Chapter 6: The Certificate

Chapter 6 · ~6.2k words

Chapter 6: The Certificate

The envelope burned cold against her skin, a shard of ice tucked beneath her bra strap. Elena descended the main staircase, her hand pressed flat over her heart, as if she could physically hold the secret inside her chest.

"Elena? Is that you?"

Julian’s voice drifted from the kitchen, warm and domestic. The smell of fresh coffee hit her—rich, dark, normal. It was a sensory assault. How could coffee smell the same when the world had just ended?

She turned the corner. Julian was standing at the island, pouring two mugs. He was wearing the same cashmere sweater, the same easy smile. He looked up, his eyes crinkling at the corners.

"I made you a fresh cup," he said, sliding a mug toward her. "You looked like you needed it. The dust up there is brutal."

Elena stared at him. She looked at the way his hair fell over his forehead, the specific curve of his jaw, the hands that had held hers during labor, during funerals, during the quiet moments of twenty years of marriage.

He was a stranger.

"Thanks," she said. Her voice sounded thin, like it was coming from a radio in another room. She took the mug. The ceramic was hot. It grounded her, just enough to keep her from screaming.

"Did you find anything interesting?" Julian asked, leaning against the counter and taking a sip. "Or just more receipts for mother's orchid obsession?"

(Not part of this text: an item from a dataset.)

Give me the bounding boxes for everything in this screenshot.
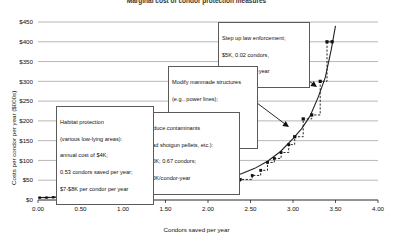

He was casual. Relaxed. If he knew he was an imposter, he was the greatest actor in human history. But looking at him now, with the death certificate burning against her ribs, she saw the cracks she had ignored for two decades. The lack of family resemblance. The vague childhood memories. The way Constance had always looked at him with a mixture of pride and... calculation.

"Just receipts," Elena lied. The lie tasted like copper. "Boxes and boxes of them."

"Well, don't work too hard. Vane can wait." Julian smiled again, but his eyes didn't leave her face. He was watching her. Gauging her. "You look pale, El. Are you okay?"

"Just tired," she said. "The heat up there."

"Maybe you should take a break. Go for a drive? Or we could go out for dinner tonight. Just the two of us."

It sounded like a kindness. It felt like a containment strategy.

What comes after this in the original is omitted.